(You can listen to this column, read by the author, here.)
In a July speech advocating for more stringent gun control, President Biden claimed that “More children are killed by a bullet than any other cause of death.” That’s surely an alarming and tragic statistic but a very misleading one. The use of the word “children” is deceptive, emotionally bringing to mind infants, toddlers and kindergartners. Legally, a “child” can be as old as 17, or even 20 in some states, including those with felony convictions and gangbangers in inner cities, like Chicago. According to a study by the Centers for Disease Control, “In 2022, Black children and teens were 20 times as likely to die from firearm homicides compared to their white counterparts.” And the great majority of those deaths are black on black shootings by teenage gangsters, not little kids. And statistically, the kinds of diseases that fatally afflict the elderly in great numbers are rare among youngsters, skewing the causes of death toward guns.
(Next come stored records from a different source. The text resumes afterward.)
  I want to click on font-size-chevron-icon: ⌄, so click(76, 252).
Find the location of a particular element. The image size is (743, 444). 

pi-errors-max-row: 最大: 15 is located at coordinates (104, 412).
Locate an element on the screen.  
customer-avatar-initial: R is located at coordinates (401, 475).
Recently, Vivek Murthy, the Surgeon General of the United States, issued a public declaration that our country is experiencing a “gun violence crisis.” Conversely, according to the FBI, nationwide homicides decreased by 13% in 2023 despite public perception to the contrary as reflected in a November 2023 Gallup poll that found 77% of Americans believed crime was increasing. That apparent discrepancy can be explained by terminology, definitions and spin, especially skewing the impact of suicide, which the Surgeon General conveniently includes in his definition of gun violence. Suicides with the use of a gun account for 56% of all gun deaths. But an act of violence is something you inflict on someone else, not on yourself. Let’s say you’re suffering from severe depression or unbearable pain from a terminal illness, and you rationally chose to end your life, this could be viewed as an act of self-compassion. It’s not gun violence. If you hanged yourself, instead, would that be “rope violence?”
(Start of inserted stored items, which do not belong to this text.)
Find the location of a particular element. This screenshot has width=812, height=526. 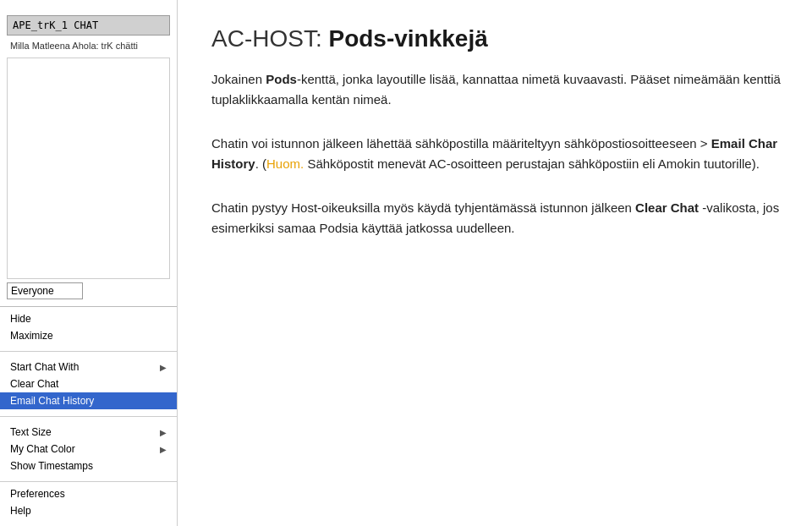

paragraph-1: Jokainen Pods-kenttä, jonka layoutille l… is located at coordinates (499, 90).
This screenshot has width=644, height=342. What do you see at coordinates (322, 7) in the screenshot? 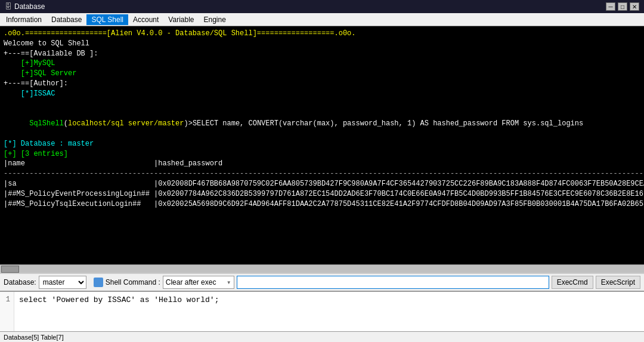
I see `title-bar: 🗄 Database ─ □ ✕` at bounding box center [322, 7].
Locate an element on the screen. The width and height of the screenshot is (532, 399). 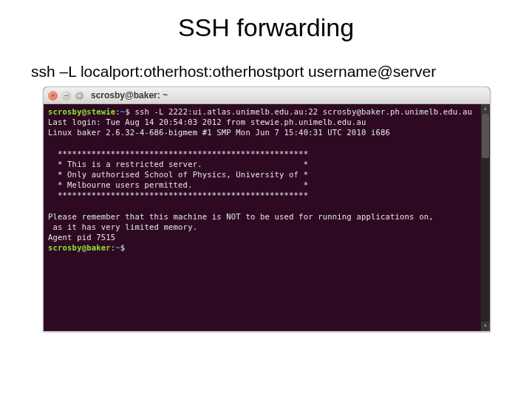
terminal-line: Please remember that this machine is NOT… is located at coordinates (267, 216).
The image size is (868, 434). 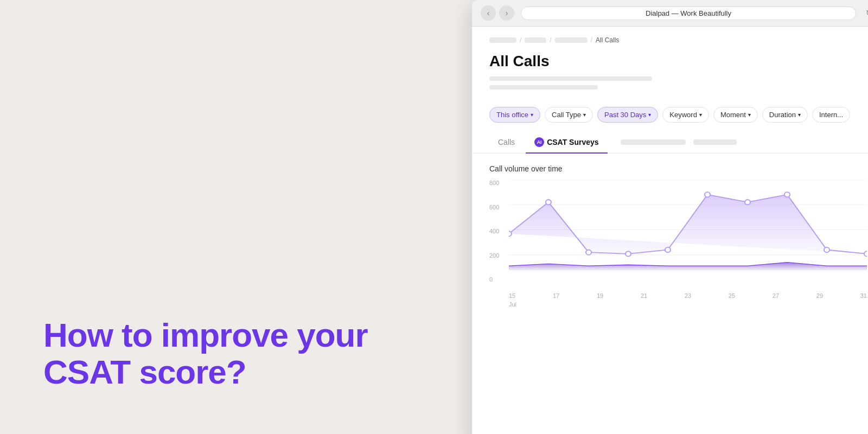 What do you see at coordinates (608, 40) in the screenshot?
I see `breadcrumb-current: All Calls` at bounding box center [608, 40].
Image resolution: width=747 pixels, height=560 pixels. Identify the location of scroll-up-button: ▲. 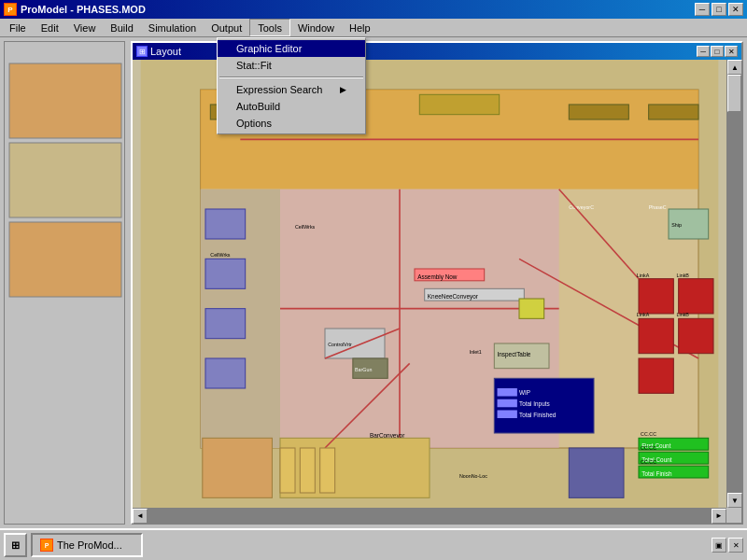
(735, 67).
The disconnect between the overwhelming public perception of rampant crime in the U.S. today and misleading statistics to the contrary are tied to the definition of crime. It’s true that the homicide rate per 100,000 population has gone down over the past 30 years. But suicide is not the same as homicide and the public perception of rampant crime goes way beyond “homicides.” It covers pervasive crimes like car thefts, vandalism, rioting, burglaries, muggings, squatting, or flash mobs looting retail stores with impunity. Even worse are the cybercrimes bilking the elderly of their life savings. To say nothing of the hordes of illegal aliens criminally crossing our southern border — who then compound the felony by not showing up for their court dates with the forbearance of the president of the United States and his secretary of Homeland Security.
When prosecutors in Democrat-controlled states refuse to charge trespassers, rioters, petty criminals, and radical insurrectionists who construct illegal encampments and occupy buildings on college campuses their crimes go unrecorded in the crime stats. The political activists who harassed and besieged the homes of conservative Supreme Court Justices whose rulings they disagreed with violated federal law, but they were allowed to persist by politically-motivated Democrat officials in Washington.
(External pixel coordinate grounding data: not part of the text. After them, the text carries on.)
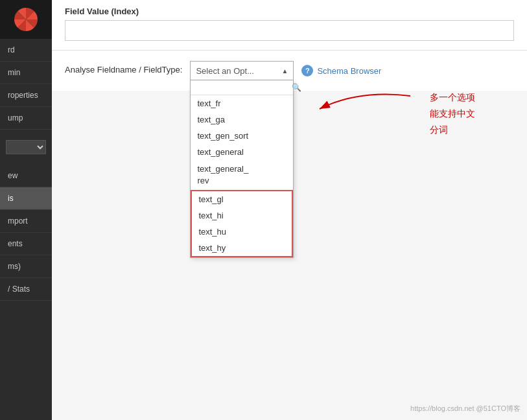  I want to click on list-item-text-hi: text_hi, so click(242, 215).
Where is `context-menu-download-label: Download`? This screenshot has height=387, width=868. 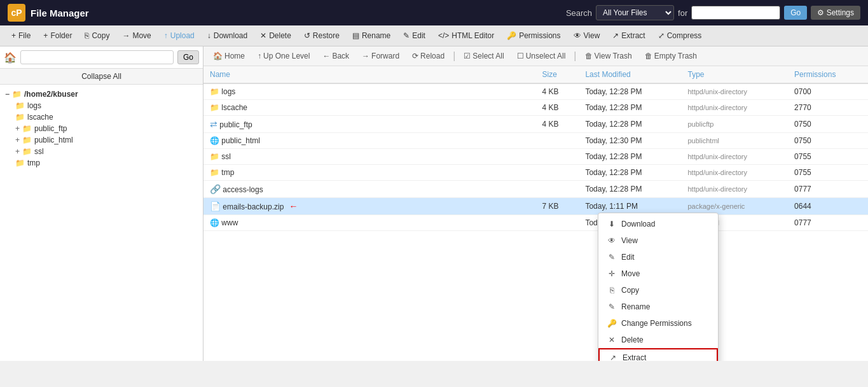
context-menu-download-label: Download is located at coordinates (638, 224).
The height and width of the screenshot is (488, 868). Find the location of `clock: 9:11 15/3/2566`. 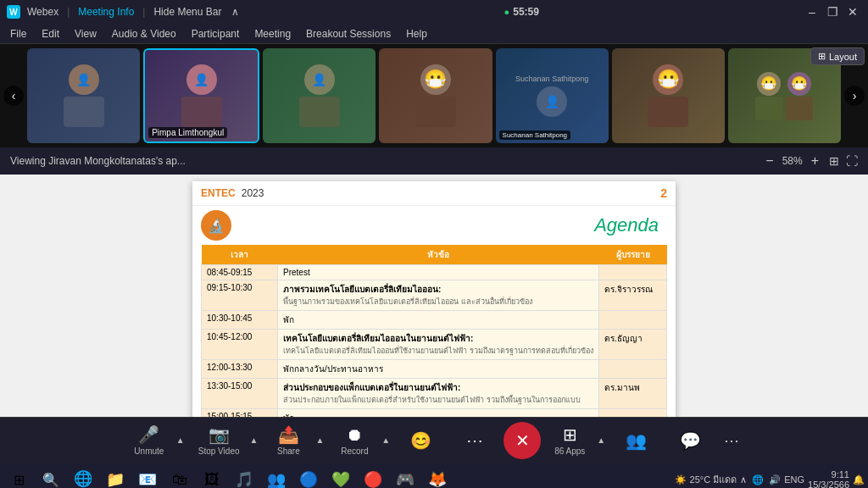

clock: 9:11 15/3/2566 is located at coordinates (829, 479).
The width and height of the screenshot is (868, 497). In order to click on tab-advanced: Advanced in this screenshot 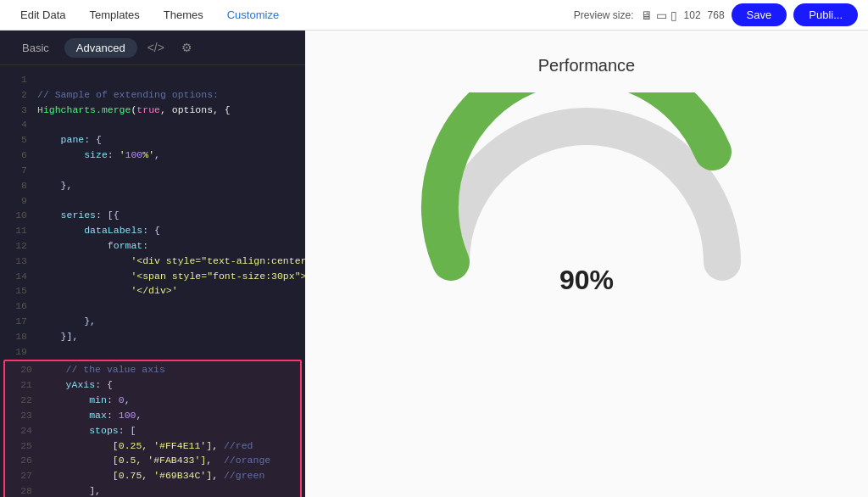, I will do `click(101, 47)`.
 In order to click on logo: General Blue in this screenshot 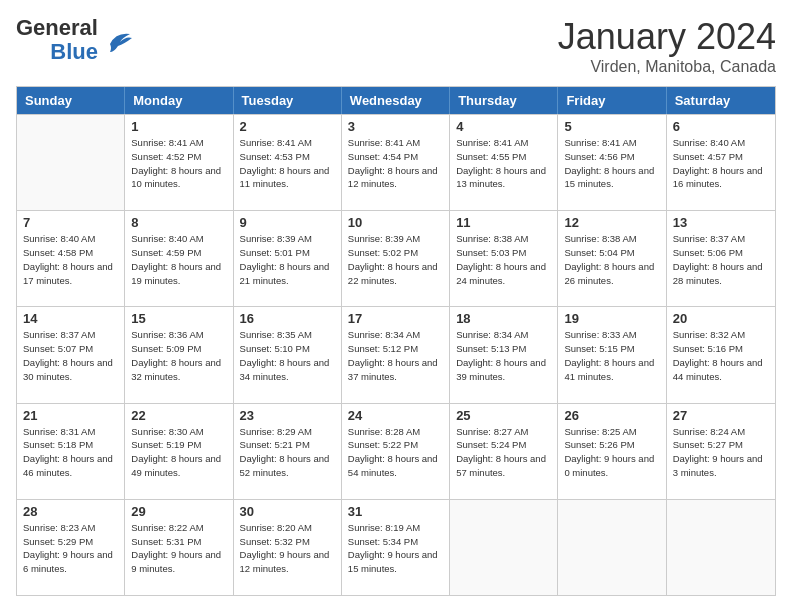, I will do `click(75, 40)`.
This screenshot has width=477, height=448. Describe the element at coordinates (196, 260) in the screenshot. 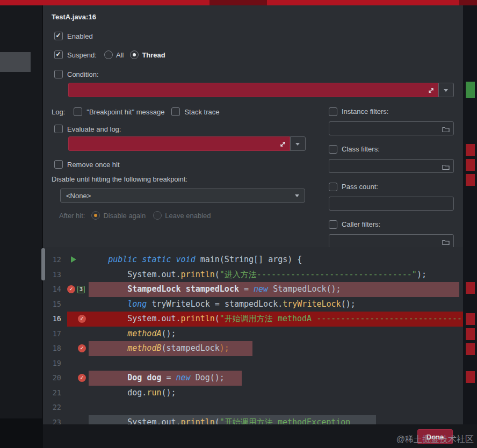

I see `code-text: public static void main(String[] args) {` at that location.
The Second Amendment protects an individual’s right to bear arms for whatever reason he or she desires. While the number of guns in this country has more than doubled in the past 30 years, the decrease in the homicide rate over that period indicates that law-abiding Americans intend those guns for justifiable personal defense or deterrence, as well as for hunting or sport shooting. These days, you’re taking on undue risk by not owning one. Those intent on crime will legally or illegally obtain guns regardless of gun control laws that unreasonably burden the rest of us.
Although he wears a quasi-naval uniform and carries the three-star rank of Vice Admiral, the Surgeon General of the United States is not a sea-going admiral. As the “Nation’s Doctor,” he’s an administrator not a practitioner (and he doesn’t make house calls). He’s a bureaucrat who commands more than 6,000 public health officers of the U.S. Public Health Service Commissioned Corps, and his purview is the physical and mental health of all Americans. His diagnosis of “gun violence,” which inflates the numbers by including suicide, and his prescription to ban legal so-called “assault weapons” are outside his expertise and authority. In the immortal words of a real Admiral, David Farragut, “Damn the torpedoes, full speed ahead.”
Longtime KOA radio talk host and columnist for the Denver Post and Rocky Mountain News Mike Rosen now writes for CompleteColorado.com.